The New Mexico Republican also warned that some members are going to be disappointed when the closely-held bill is finally revealed to the public (the subcommittee refused to make copies available on Thursday). "We have included no (money) for new construction starts or new initiatives (in 2001), and only a very limited number of new studies or planning projects," Domenici said. Nor, he added, does the bill include water and sewer projects authorized in the 1999 Water Resources Development Act or any "unauthorized projects" from other legislation.

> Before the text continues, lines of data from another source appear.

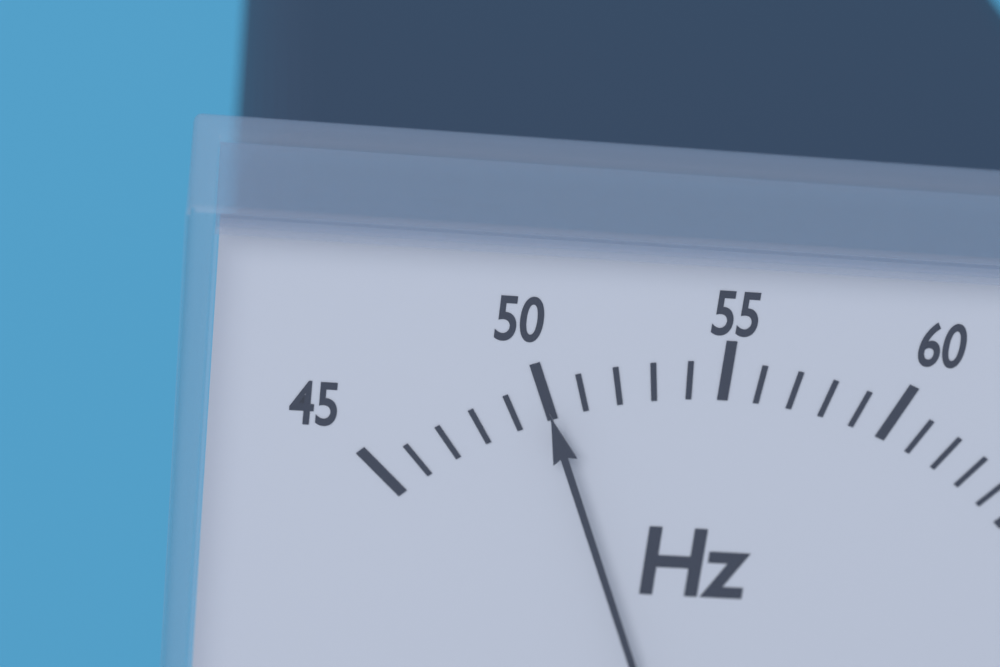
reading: 50 Hz
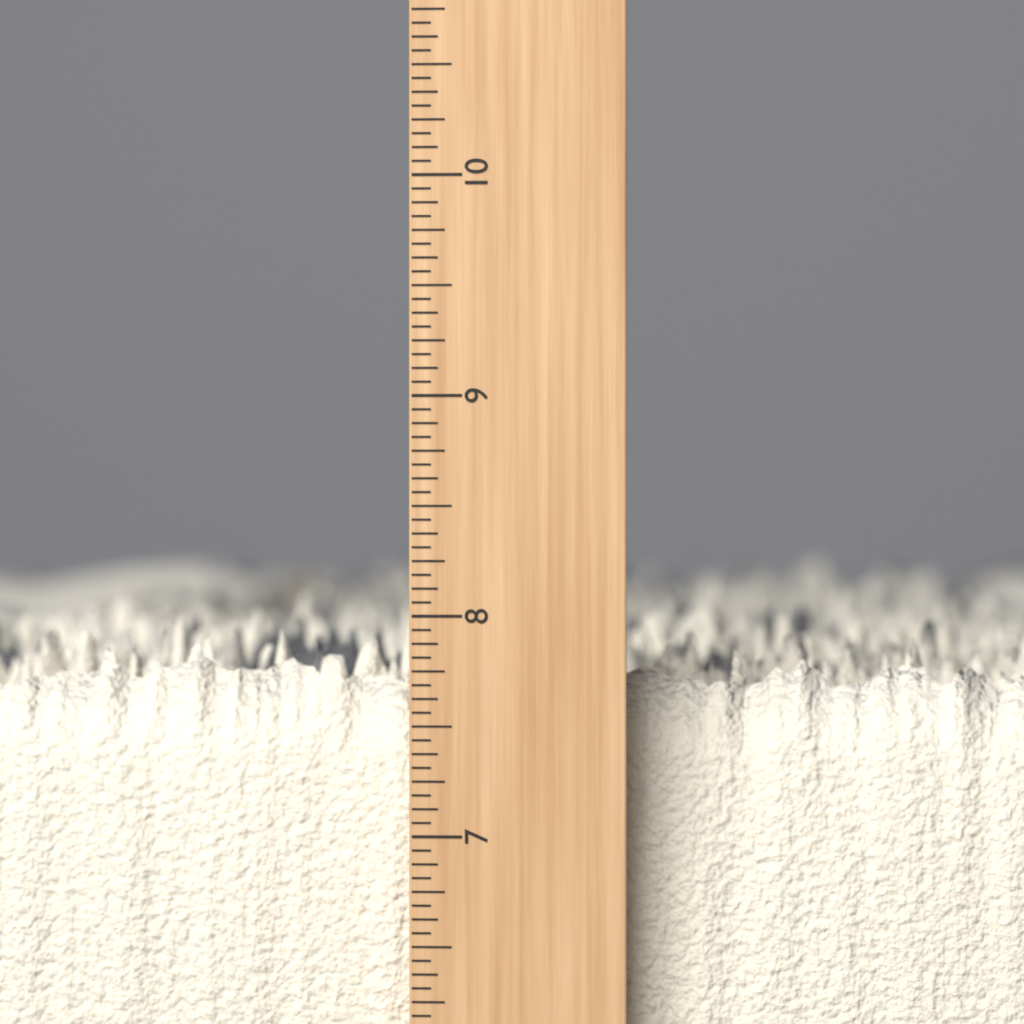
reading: 7.9375 inch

It does, however, include a Domenici provision that environmentalists complained would ensure the extinction of the last colony of silvery minnows downstream from a dam on the Rio Grande River. The senator's amendment, according to Heather Weiner, an attorney with Earthjustice Legal Defense Fund, would bar the release of sufficient water from an irrigation impoundment pool behind the dam to keep the fish alive.
Meanwhile, the Department of Energy's non-defense programs took some hits in the subcommittee's bill. Science programs got $2.92 billion, about $242 million less than the president requested although $133 million more than this year. More than half of that increase, however, was ticketed for a single item in Tennessee-the Spallation Neutron Source research project.
Other science projects were not so lucky. The subcommittee cut back funding for high energy physics, nuclear physics and fusion energy research. The fusion project, in particular, is prized by energy policy mavens, who believe it could eventually provide an inexhaustible source of energy if the key to harnessing fusion power could be found.
The subcommittee's bill also contains:
- $4.1 billion for the Army Corps of Engineers, $41 million more than the president sought but $22 million below this year's level.
- $753 million for the Bureau of Reclamation, $48 million less than Clinton asked for and $13 million below this year.